3) If you could have a dream house, what would the coolest room be? Describe it.

I caught part of an episode once of Lifestyles of the Rich and Famous. I would have continued flipping channels had I not immediately recognized the name of Richard Garriot, "Lord British" of the Ultima series of RPGs. His home has, and I should not have been so surprised as I was, secret passages. Not hidden halls connecting rooms, but entire rooms including the wine cellar that are only accessible through veiled portals. Two seconds of footage showed him causing a mirror to swing back from within its frame to reveal a passage, and one of his cellar's wine caskets was itself the entrance to yet another room. In my dream house, the coolest room would be the one that can only be entered by means of doing something unnatural. It may very well only house a few chairs, a reading lamp, and a small bookshelf (and probably my animation cels as they should only be displayed in a windowless room to preserve colors), but it won't be cool for what it contains so much as it not being known to exist.

4) In your life, who's the person you would most like to deliver a blistering, unfettered tirade to? Feel free to be vague.

The correct answer isn't the obvious one. Actually, as recently as this time last year, I still held out hope for continuing what remained of friendship with that one, but events in October caused me to see that it truly was futile to bother. Even so, having finally given up, while there are several things that remain unsaid, I have no desire to say them. It would serve no good purpose.
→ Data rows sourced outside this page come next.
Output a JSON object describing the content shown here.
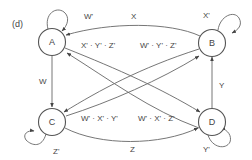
{
  "panel_label": "(d)",
  "colors": {
    "stroke": "#555555",
    "text": "#444444",
    "background": "#ffffff"
  },
  "nodes": [
    {
      "id": "A",
      "label": "A",
      "cx": 52,
      "cy": 42
    },
    {
      "id": "B",
      "label": "B",
      "cx": 212,
      "cy": 42
    },
    {
      "id": "C",
      "label": "C",
      "cx": 52,
      "cy": 122
    },
    {
      "id": "D",
      "label": "D",
      "cx": 212,
      "cy": 122
    }
  ],
  "edges": [
    {
      "from": "A",
      "to": "A",
      "label": "W'"
    },
    {
      "from": "B",
      "to": "B",
      "label": "X'"
    },
    {
      "from": "C",
      "to": "C",
      "label": "Z'"
    },
    {
      "from": "D",
      "to": "D",
      "label": "Y'"
    },
    {
      "from": "B",
      "to": "A",
      "label": "X"
    },
    {
      "from": "A",
      "to": "C",
      "label": "W"
    },
    {
      "from": "D",
      "to": "B",
      "label": "Y"
    },
    {
      "from": "C",
      "to": "D",
      "label": "Z"
    },
    {
      "from": "A",
      "to": "D",
      "label": "X' · Y' · Z'"
    },
    {
      "from": "B",
      "to": "C",
      "label": "W' · Y' · Z'"
    },
    {
      "from": "C",
      "to": "B",
      "label": "W' · X' · Y'"
    },
    {
      "from": "D",
      "to": "A",
      "label": "W' · X' · Z'"
    }
  ]
}
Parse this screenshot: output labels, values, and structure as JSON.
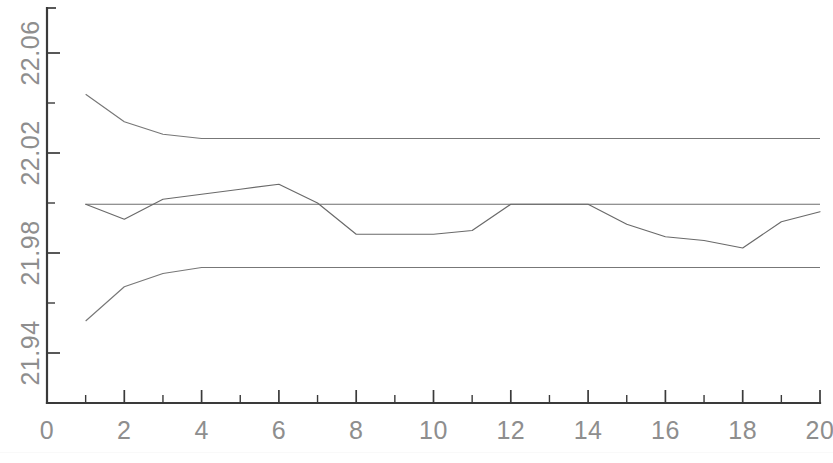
{
  "chart_data": {
    "type": "line",
    "title": "",
    "subtitle": "",
    "xlabel": "",
    "ylabel": "",
    "xlim": [
      0,
      20
    ],
    "ylim": [
      21.92,
      22.078
    ],
    "grid": false,
    "legend": null,
    "x_ticks_major": [
      0,
      2,
      4,
      6,
      8,
      10,
      12,
      14,
      16,
      18,
      20
    ],
    "x_tick_labels": [
      "0",
      "2",
      "4",
      "6",
      "8",
      "10",
      "12",
      "14",
      "16",
      "18",
      "20"
    ],
    "x_ticks_minor": [
      1,
      3,
      5,
      7,
      9,
      11,
      13,
      15,
      17,
      19
    ],
    "y_ticks_major": [
      21.94,
      21.98,
      22.02,
      22.06
    ],
    "y_tick_labels": [
      "21.94",
      "21.98",
      "22.02",
      "22.06"
    ],
    "y_ticks_minor": [
      21.92,
      21.96,
      22.0,
      22.04
    ],
    "x": [
      1,
      2,
      3,
      4,
      5,
      6,
      7,
      8,
      9,
      10,
      11,
      12,
      13,
      14,
      15,
      16,
      17,
      18,
      19,
      20
    ],
    "series": [
      {
        "name": "sample-mean",
        "kind": "data",
        "values": [
          21.9995,
          21.9935,
          22.0015,
          22.0035,
          22.0055,
          22.0075,
          22.0,
          21.9875,
          21.9875,
          21.9875,
          21.989,
          21.9995,
          21.9995,
          21.9995,
          21.9915,
          21.9865,
          21.985,
          21.982,
          21.9925,
          21.9965
        ]
      },
      {
        "name": "upper-control-limit-curve",
        "kind": "limit-curve",
        "values": [
          22.0435,
          22.0325,
          22.0275,
          22.0258,
          22.0258,
          22.0258,
          22.0258,
          22.0258,
          22.0258,
          22.0258,
          22.0258,
          22.0258,
          22.0258,
          22.0258,
          22.0258,
          22.0258,
          22.0258,
          22.0258,
          22.0258,
          22.0258
        ]
      },
      {
        "name": "lower-control-limit-curve",
        "kind": "limit-curve",
        "values": [
          21.9528,
          21.9665,
          21.9718,
          21.9742,
          21.9742,
          21.9742,
          21.9742,
          21.9742,
          21.9742,
          21.9742,
          21.9742,
          21.9742,
          21.9742,
          21.9742,
          21.9742,
          21.9742,
          21.9742,
          21.9742,
          21.9742,
          21.9742
        ]
      }
    ],
    "reference_lines": [
      {
        "name": "upper-control-limit",
        "label": "UCL",
        "value": 22.0258
      },
      {
        "name": "center-line",
        "label": "CL",
        "value": 21.9995
      },
      {
        "name": "lower-control-limit",
        "label": "LCL",
        "value": 21.9742
      }
    ],
    "colors": {
      "axis": "#3a3a3a",
      "series": "#6a6a6a",
      "limits": "#6e6e6e",
      "tick_text": "#8e8e8e",
      "background": "#ffffff"
    }
  }
}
No, the one person I'd most greatly desire to lay in upon is one of my coworkers. She's the kind who will speak ill of anyone to anyone, as if always siding with the listener against one person at a time. I suppose that "coworker" is no longer appropos as she has gone into management and makes the most ridiculous and, at times, damaging decisions on a regular basis. She doesn't simply reconfigure other management decisions when she arrives, but she bad-mouths the one who had laid the original (and sensible) plans. She also exhibits a need to throw away anything and everything without reason and to rearrange classrooms without teacher input and without regard to functionality, often creating problems that had been eliminated with the previous arrangement. I would relish the opportunity to sit her down and lay her straight about the way she's doing more harm than good, but instead I find that it's all simply fueled an overall feeling of apathy about my job.

5) Tell me a lie. Be creative.

I have a friend who is his own father. No one's quite sure when the time leap occurs, but he and his father coexist at separate ages. The really wild parts manifest themselves when you consider that, through infinite iterations of fathering himself, his genetic profile must consist entirely of his mother's code, but male. Any genetic material that was his own and not granted maternally has grown infinitesimally small to the point of nonexistence, but he must, to avoid paradox, have a Y chromosome. There is also the question of how he came to be in the first place, but we've reasoned that, were it not for the time displacement that sends him back to a time before his conception, his mother would have had a son with someone else, and it is that son who "first" stepped backward in time and simultaneously prevented his true father from siring him and wedded her himself. It's anyone's guess who this time-lost father could/would have been and what became of him, assuming that he ever truly existed.

Unrelatedly, my friend's favorite book is Oedipus Rex.

(That last part was the lie.)

I expect interview requests! Your answers needn't be as wordy as mine. I like to write, as you could probably guess.